In Psalms 103:2 the positive exhortation is repeated for the purpose of adding to it the negative one about to be emphatically sounded forth. David knew too well from experience the forgetfulness of the human heart not to consider it necessary to remind his posterity of it. For that under the “I will not forget” there lies concealed a “forget thou not” is clear from the above remarks. Berleb.: “Let us all therefore still address our forgetful heart on all occasions. Ah! may we still impress upon our souls on all occasions, by the help of the Holy Ghost, forget not what good things the Lord has done for thee! Yea, “forget not” should always be rung in our hearts, because they so early forget. Allusion is made to the words of Moses, “forget not the Lord thy God who brought thee out of the land of Egypt,” &c., in Deuteronomy 6:12, Deuteronomy 8:11, Deuteronomy 8:14; compare Deuteronomy 32:15. On גמל , to bestow gifts, compare at Psalms 7:4. “All his gifts,” stands in reference to “all that is in me.” It is only he who has given sparingly that feels satisfied with half thanks. On the first clause of Psalms 103:2 compare Psalms 25:11, Psalms 51:9, and Psalms 86:5. According to the connection and parallelism, the forgiveness of sin is a matter-of-fact one; it becomes known in the bringing about of salvation. On the Jod and the suf. here, and in Psalms 103:4-5, compare Ew. § 258 a. The manifestly designed repetition shows that it is no incidental Arameism but a poetical form. That the sicknesses figuratively refers to sufferings (many expositors suppose that moral infirmities are meant, which, however, will not suit the connection), is clear from the fundamental passage, Deuteronomy 29:22, “when they see the plagues of this land and the sicknesses which the Lord hath laid on it,” and Exodus 15:26, “If thou wilt hearken to the voice of the Lord thy God, . . . I will not send upon thee the sickness which I brought upon the Egyptians (in reference to the plagues of Egypt) . . . for I the Lord am thy physician.” The Psalmist praises the Lord because he had removed the fulfilment of the threatening contained in the first clause, and had brought about the fulfilment of the promise of the second.
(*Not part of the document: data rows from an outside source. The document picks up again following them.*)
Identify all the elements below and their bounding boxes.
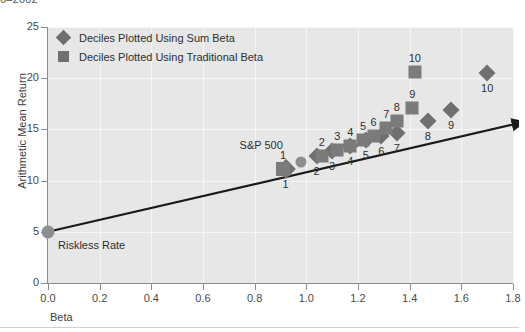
legend-label-traditional-beta: Deciles Plotted Using Traditional Beta: [79, 51, 263, 63]
x-tick-mark: [410, 284, 411, 290]
y-tick-mark: [41, 129, 48, 130]
x-tick-mark: [203, 284, 204, 290]
x-tick-mark: [255, 284, 256, 290]
legend-entry-sum-beta: Deciles Plotted Using Sum Beta: [57, 28, 272, 47]
traditional-beta-point-label-2: 2: [319, 136, 325, 148]
x-tick-mark: [461, 284, 462, 290]
sum-beta-point-label-2: 2: [314, 165, 320, 177]
x-tick-label: 0.8: [235, 292, 275, 304]
x-tick-mark: [151, 284, 152, 290]
chart-legend: Deciles Plotted Using Sum Beta Deciles P…: [57, 28, 272, 66]
traditional-beta-point-6: [367, 129, 380, 142]
sum-beta-point-label-3: 3: [329, 160, 335, 172]
y-tick-mark: [41, 78, 48, 79]
gridline-vertical: [513, 27, 514, 283]
x-tick-mark: [306, 284, 307, 290]
traditional-beta-point-label-8: 8: [394, 101, 400, 113]
sum-beta-point-label-5: 5: [363, 149, 369, 161]
y-tick-label: 5: [33, 225, 39, 237]
traditional-beta-point-label-5: 5: [360, 120, 366, 132]
traditional-beta-point-2: [315, 150, 328, 163]
y-tick-label: 10: [27, 174, 39, 186]
y-axis-line: [47, 27, 48, 284]
sum-beta-point-label-10: 10: [481, 82, 493, 94]
chart-title-clipped: 6–2002: [0, 0, 38, 5]
traditional-beta-point-label-10: 10: [409, 52, 421, 64]
y-tick-label: 25: [27, 20, 39, 32]
x-tick-label: 1.8: [493, 292, 525, 304]
sum-beta-point-label-4: 4: [347, 155, 353, 167]
legend-label-sum-beta: Deciles Plotted Using Sum Beta: [79, 32, 235, 44]
traditional-beta-point-9: [406, 101, 419, 114]
traditional-beta-point-label-7: 7: [383, 108, 389, 120]
x-tick-label: 1.4: [390, 292, 430, 304]
sp500-annotation: S&P 500: [240, 139, 283, 151]
gridline-horizontal: [48, 129, 513, 130]
y-tick-label: 20: [27, 71, 39, 83]
x-tick-label: 0.2: [80, 292, 120, 304]
gridline-vertical: [306, 27, 307, 283]
sp500-point: [296, 157, 307, 168]
sum-beta-point-label-6: 6: [378, 145, 384, 157]
x-axis-line: [47, 283, 513, 284]
sum-beta-point-label-7: 7: [394, 142, 400, 154]
x-tick-label: 1.2: [338, 292, 378, 304]
x-tick-label: 0.0: [28, 292, 68, 304]
x-tick-mark: [48, 284, 49, 290]
footer-divider: [0, 327, 519, 328]
traditional-beta-point-10: [408, 66, 421, 79]
traditional-beta-point-4: [344, 139, 357, 152]
x-tick-mark: [358, 284, 359, 290]
x-axis-label: Beta: [50, 311, 73, 323]
y-tick-mark: [41, 27, 48, 28]
traditional-beta-point-8: [390, 115, 403, 128]
x-tick-label: 0.4: [131, 292, 171, 304]
square-marker-icon: [57, 50, 70, 63]
traditional-beta-point-label-3: 3: [334, 130, 340, 142]
gridline-vertical: [358, 27, 359, 283]
sum-beta-point-label-9: 9: [448, 119, 454, 131]
riskless-rate-annotation: Riskless Rate: [58, 239, 125, 251]
sum-beta-point-label-8: 8: [425, 130, 431, 142]
x-tick-mark: [100, 284, 101, 290]
gridline-vertical: [461, 27, 462, 283]
riskless-rate-point: [42, 225, 55, 238]
traditional-beta-point-1: [276, 162, 290, 176]
x-tick-label: 1.6: [441, 292, 481, 304]
y-tick-label: 15: [27, 122, 39, 134]
diamond-marker-icon: [57, 31, 70, 44]
traditional-beta-point-label-4: 4: [347, 126, 353, 138]
legend-entry-traditional-beta: Deciles Plotted Using Traditional Beta: [57, 47, 272, 66]
x-tick-mark: [513, 284, 514, 290]
traditional-beta-point-label-6: 6: [370, 116, 376, 128]
y-tick-mark: [41, 283, 48, 284]
traditional-beta-point-label-1: 1: [280, 149, 286, 161]
y-tick-label: 0: [33, 276, 39, 288]
gridline-horizontal: [48, 181, 513, 182]
y-tick-mark: [41, 181, 48, 182]
gridline-horizontal: [48, 232, 513, 233]
x-tick-label: 1.0: [286, 292, 326, 304]
gridline-horizontal: [48, 78, 513, 79]
sum-beta-point-label-1: 1: [283, 178, 289, 190]
x-tick-label: 0.6: [183, 292, 223, 304]
traditional-beta-point-3: [331, 143, 344, 156]
traditional-beta-point-label-9: 9: [409, 88, 415, 100]
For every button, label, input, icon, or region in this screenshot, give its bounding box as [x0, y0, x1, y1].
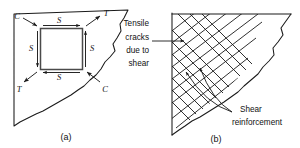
shear-reinforcement-note: Shear reinforcement — [232, 105, 283, 127]
caption-panel-b: (b) — [211, 134, 222, 144]
label-compression-bottom-right: C — [102, 84, 108, 94]
shear-reinforcement-note-line2: reinforcement — [232, 118, 283, 127]
panel-b: Tensile cracks due to shear Shear reinfo… — [124, 12, 292, 144]
tensile-cracks-note-line1: Tensile — [124, 19, 150, 28]
stress-element-square — [41, 29, 83, 70]
label-tension-top-right: T — [104, 8, 110, 18]
caption-panel-a: (a) — [61, 132, 72, 142]
label-shear-left: S — [29, 43, 34, 53]
tensile-cracks-note-line3: due to — [126, 46, 149, 55]
tension-arrow-top-right — [86, 16, 100, 26]
compression-arrow-top-left — [23, 18, 37, 26]
tension-arrow-bottom-left — [24, 72, 37, 82]
label-tension-bottom-left: T — [17, 84, 23, 94]
tensile-cracks-note-line4: shear — [129, 59, 150, 68]
shear-reinforcement-note-line1: Shear — [240, 105, 262, 114]
figure-canvas: S S S S C T T C (a) — [0, 0, 300, 148]
label-shear-bottom: S — [57, 72, 62, 82]
tensile-cracks-note-line2: cracks — [125, 33, 149, 42]
label-shear-right: S — [90, 43, 95, 53]
figure-shear-cracking: S S S S C T T C (a) — [0, 0, 300, 148]
label-shear-top: S — [57, 15, 62, 25]
panel-a-outline — [14, 10, 128, 126]
shear-reinforcement-leader-1 — [186, 72, 232, 112]
label-compression-top-left: C — [14, 11, 20, 21]
panel-a: S S S S C T T C (a) — [14, 8, 128, 142]
tensile-cracks-note: Tensile cracks due to shear — [124, 19, 150, 68]
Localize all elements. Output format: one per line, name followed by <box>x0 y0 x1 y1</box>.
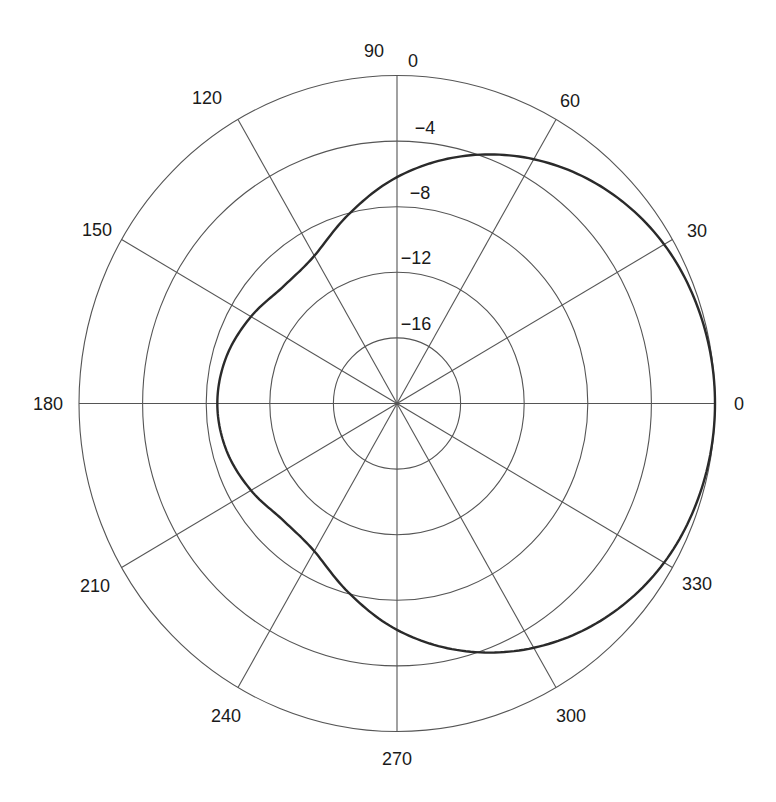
angle-labels: 0 30 60 90 0 120 150 180 210 240 270 300… <box>33 41 744 769</box>
angle-label-0: 0 <box>734 394 744 414</box>
radial-label-minus-12: −12 <box>401 248 432 268</box>
grid-spoke <box>397 240 672 404</box>
angle-label-270: 270 <box>382 749 412 769</box>
polar-chart: 0 30 60 90 0 120 150 180 210 240 270 300… <box>0 0 776 802</box>
angle-label-330: 330 <box>682 574 712 594</box>
angle-label-180: 180 <box>33 394 63 414</box>
grid-spoke <box>238 119 397 403</box>
radial-label-minus-8: −8 <box>410 183 431 203</box>
grid-spoke <box>122 240 397 404</box>
grid-spoke <box>397 404 556 688</box>
radial-labels: −4 −8 −12 −16 <box>401 118 436 334</box>
angle-label-150: 150 <box>82 220 112 240</box>
angle-label-120: 120 <box>192 88 222 108</box>
angle-label-300: 300 <box>556 706 586 726</box>
radial-label-minus-4: −4 <box>415 118 436 138</box>
grid-spoke <box>122 404 397 568</box>
angle-label-60: 60 <box>560 91 580 111</box>
angle-label-30: 30 <box>687 221 707 241</box>
radial-label-minus-16: −16 <box>401 314 432 334</box>
angle-label-90-zero: 0 <box>408 51 418 71</box>
angle-label-240: 240 <box>211 706 241 726</box>
grid-spoke <box>397 404 672 568</box>
angle-label-90: 90 <box>364 41 384 61</box>
grid-spoke <box>238 404 397 688</box>
angle-label-210: 210 <box>80 576 110 596</box>
angular-grid-spokes <box>79 76 715 732</box>
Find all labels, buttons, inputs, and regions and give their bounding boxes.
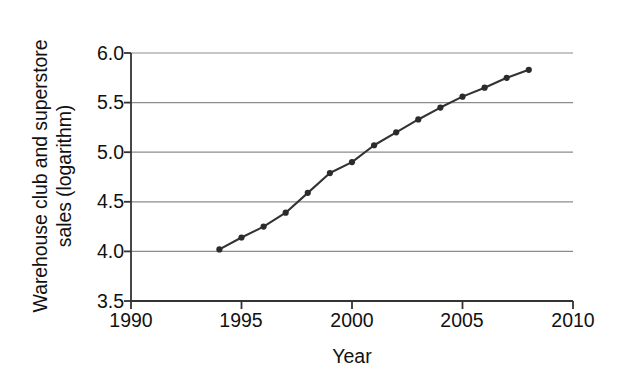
series-markers — [216, 67, 532, 253]
gridlines — [131, 53, 573, 301]
data-point-2004 — [437, 104, 443, 110]
axis-lines — [131, 53, 573, 301]
data-point-1995 — [238, 234, 244, 240]
data-point-2005 — [459, 94, 465, 100]
data-point-2008 — [526, 67, 532, 73]
data-point-1997 — [283, 210, 289, 216]
data-point-1996 — [261, 224, 267, 230]
data-point-2007 — [504, 75, 510, 81]
data-point-2002 — [393, 129, 399, 135]
data-point-2001 — [371, 142, 377, 148]
plot-area — [0, 0, 623, 385]
data-point-2006 — [482, 85, 488, 91]
data-point-2000 — [349, 159, 355, 165]
data-point-1994 — [216, 246, 222, 252]
data-point-2003 — [415, 116, 421, 122]
data-point-1999 — [327, 170, 333, 176]
chart-figure: Warehouse club and superstore sales (log… — [0, 0, 623, 385]
axis-ticks — [124, 53, 573, 309]
data-point-1998 — [305, 190, 311, 196]
series-line — [219, 70, 528, 250]
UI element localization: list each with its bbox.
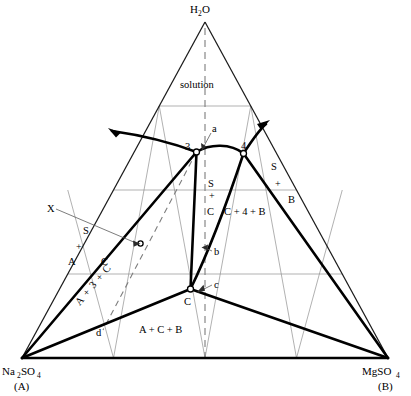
region-label-A3C-plus1: + [80,286,92,298]
region-label-S-plus-B-line2: + [275,178,281,189]
arrowhead-c-leader [197,285,206,293]
region-label-ASC-plus: + [76,241,82,252]
boundary-3-to-C [191,152,197,289]
apex-label-water: H 2 O [190,3,210,18]
region-label-A-3-C: A + 3 + C [73,263,113,308]
point-label-c: c [214,279,219,290]
region-label-S-plus-C: S + C [207,178,215,217]
node-point-4 [241,151,247,157]
na2so4-label-sub4: 4 [37,371,41,380]
point-label-X: X [47,203,55,214]
region-label-S-plus-C-line1: S [208,178,214,189]
point-label-4: 4 [241,140,247,151]
region-label-S-plus-C-line2: + [209,190,215,201]
join-C-to-B [191,289,389,358]
water-label-O: O [202,3,210,15]
region-label-A-plus-S-C: S + A C [68,225,108,267]
mgso4-label-main: MgSO [362,365,391,377]
node-point-C [188,286,194,292]
corner-label-sodium-sulfate: Na 2 SO 4 (A) [2,365,41,393]
gridline-right-parallel-1 [251,106,297,358]
na2so4-label-Na: Na [2,365,15,377]
na2so4-label-SO: SO [21,365,35,377]
join-B-to-4 [244,154,389,359]
region-label-solution: solution [180,79,215,90]
water-label-H: H [190,3,198,15]
region-label-A3C-C: C [100,263,113,275]
point-label-C-eutectic: C [184,296,191,307]
point-label-b: b [214,246,219,257]
region-label-ASC-A: A [68,256,76,267]
node-point-3 [194,149,200,155]
mgso4-label-sub4: 4 [396,371,400,380]
region-label-ASC-S: S [83,225,89,236]
dashed-lines [103,28,205,358]
diagram-canvas: H 2 O Na 2 SO 4 (A) MgSO 4 (B) solution … [0,0,411,396]
gridline-right-parallel-2 [159,106,205,358]
point-label-d: d [96,327,102,338]
region-label-C-4-B: C + 4 + B [224,206,266,217]
gridline-left-parallel-1 [114,106,160,358]
dashed-tieline-3-to-d [103,152,197,330]
region-label-S-plus-C-line3: C [207,206,214,217]
mgso4-label-designator: (B) [378,380,393,393]
point-label-3: 3 [185,141,190,152]
region-label-A3C-plus2: + [93,271,105,283]
region-label-S-plus-B-line3: B [288,194,295,205]
corner-label-magnesium-sulfate: MgSO 4 (B) [362,365,400,393]
ternary-phase-diagram: H 2 O Na 2 SO 4 (A) MgSO 4 (B) solution … [0,0,411,396]
boundary-4-to-C [191,154,244,290]
region-label-S-plus-B-line1: S [271,161,277,172]
leader-X-to-marker [56,209,136,243]
region-label-A-C-B: A + C + B [139,324,182,335]
na2so4-label-designator: (A) [14,380,30,393]
point-label-a: a [212,123,217,134]
arrowhead-left-branch [108,128,121,138]
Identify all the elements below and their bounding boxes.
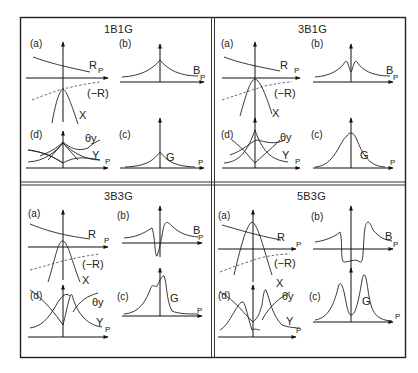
P-axis-label: P: [296, 241, 301, 249]
G-label: G: [360, 150, 369, 161]
subplot-d-label: (d): [30, 130, 42, 140]
G-label: G: [166, 152, 175, 163]
B-label: B: [385, 231, 392, 242]
P-axis-label: P: [198, 234, 203, 242]
R-label: R: [88, 229, 96, 240]
subplot-d-label: (d): [218, 291, 230, 301]
X-label: X: [276, 278, 283, 289]
R-label: R: [89, 60, 97, 71]
theta-y-label: θy: [280, 132, 292, 143]
P-axis-label: P: [393, 241, 398, 249]
R-label: R: [277, 232, 285, 243]
P-axis-label: P: [390, 159, 395, 167]
X-curve: [52, 89, 78, 124]
diagram-canvas: [0, 0, 418, 373]
P-axis-label: P: [395, 313, 400, 321]
panel-5B3G: [218, 206, 393, 337]
P-axis-label: P: [104, 237, 109, 245]
subplot-c-label: (c): [117, 292, 129, 302]
G-label: G: [170, 293, 179, 304]
minus-R-label: (−R): [274, 88, 296, 99]
panel-title: 1B1G: [104, 24, 133, 35]
minus-R-label: (−R): [274, 258, 296, 269]
R-curve: [33, 57, 90, 72]
P-axis-label: P: [295, 158, 300, 166]
theta-y-label: θy: [85, 133, 97, 144]
P-axis-label: P: [197, 307, 202, 315]
R-label: R: [280, 60, 288, 71]
subplot-a-label: (a): [218, 211, 230, 221]
subplot-c-label: (c): [309, 292, 321, 302]
subplot-b-label: (b): [311, 212, 323, 222]
P-axis-label: P: [198, 159, 203, 167]
P-axis-label: P: [393, 74, 398, 82]
Y-label: Y: [92, 150, 99, 161]
P-axis-label: P: [200, 74, 205, 82]
panel-title: 5B3G: [297, 191, 326, 202]
subplot-a-label: (a): [28, 209, 40, 219]
Y-label: Y: [286, 316, 293, 327]
minus-R-label: (−R): [82, 259, 104, 270]
subplot-d-label: (d): [221, 130, 233, 140]
subplot-d-label: (d): [30, 291, 42, 301]
G-label: G: [362, 296, 371, 307]
P-axis-label: P: [296, 327, 301, 335]
subplot-b-label: (b): [119, 39, 131, 49]
panel-title: 3B3G: [104, 191, 133, 202]
P-axis-label: P: [105, 158, 110, 166]
theta-y-curve: [28, 143, 100, 162]
subplot-c-label: (c): [119, 130, 131, 140]
X-label: X: [79, 110, 86, 121]
panel-3B3G: [28, 206, 202, 337]
panel-1B1G: [26, 42, 204, 168]
subplot-c-label: (c): [311, 130, 323, 140]
P-axis-label: P: [98, 67, 103, 75]
subplot-a-label: (a): [221, 39, 233, 49]
Y-label: Y: [96, 317, 103, 328]
P-axis-label: P: [105, 326, 110, 334]
X-label: X: [82, 275, 89, 286]
theta-y-label: θy: [282, 291, 294, 302]
subplot-a-label: (a): [30, 39, 42, 49]
P-axis-label: P: [294, 67, 299, 75]
minus-R-label: (−R): [87, 88, 109, 99]
subplot-b-label: (b): [311, 39, 323, 49]
outer-frame: [21, 18, 406, 358]
theta-y-label: θy: [92, 297, 104, 308]
Y-label: Y: [282, 150, 289, 161]
X-label: X: [272, 108, 279, 119]
panel-title: 3B1G: [298, 24, 327, 35]
subplot-b-label: (b): [117, 211, 129, 221]
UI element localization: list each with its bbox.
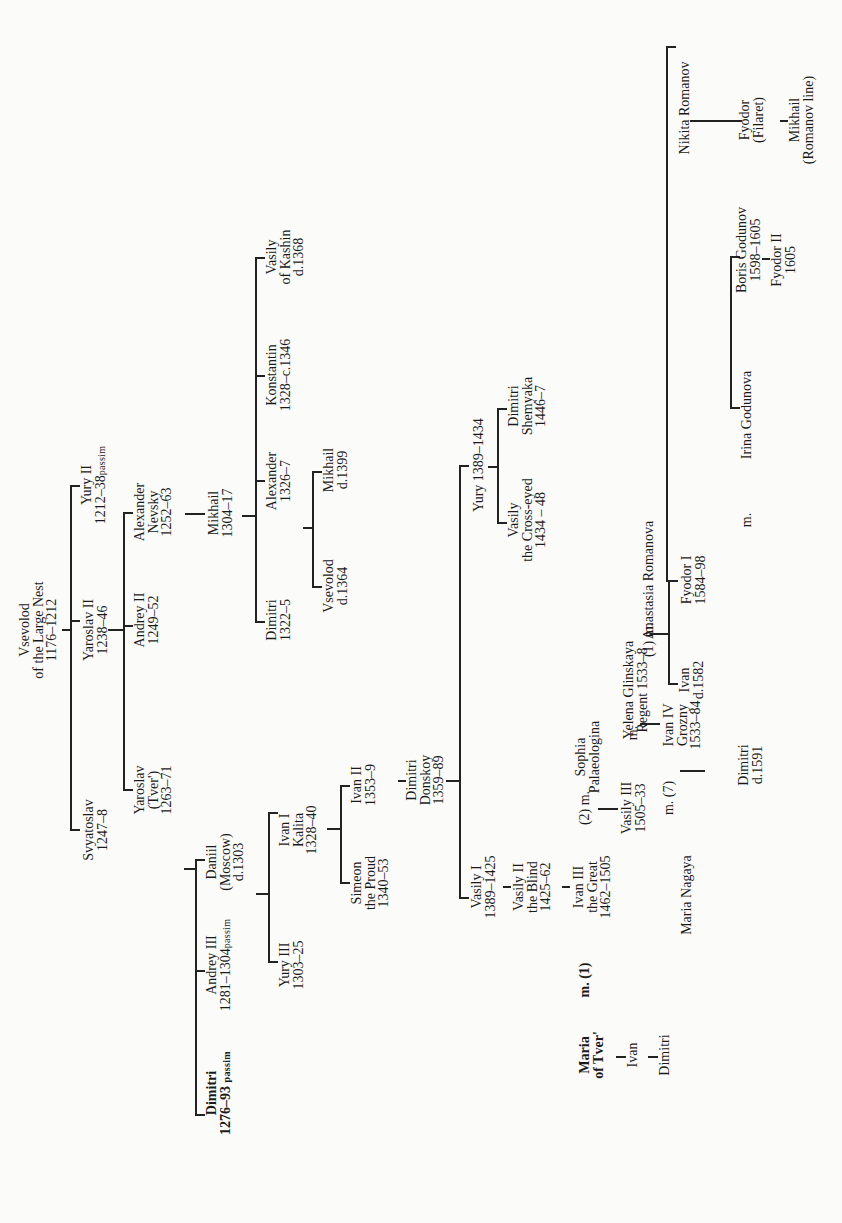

From the grave, Psalms 103:4, compare at Psalms 16:10, Psalms 30:9, to which the Psalmist had been very near, comp. “my life is near to hell,” Psalms 88:3, Psalms 68:20, Psalms 48:14. The preceding Psalm complains of impending danger of death, and hopes in it. Thy life—he, the God of thy life, Psalms 42:8. Who crowns thee, Psalms 65:11, with kindness and compassion, Psalms 25:6, Psalms 40:11.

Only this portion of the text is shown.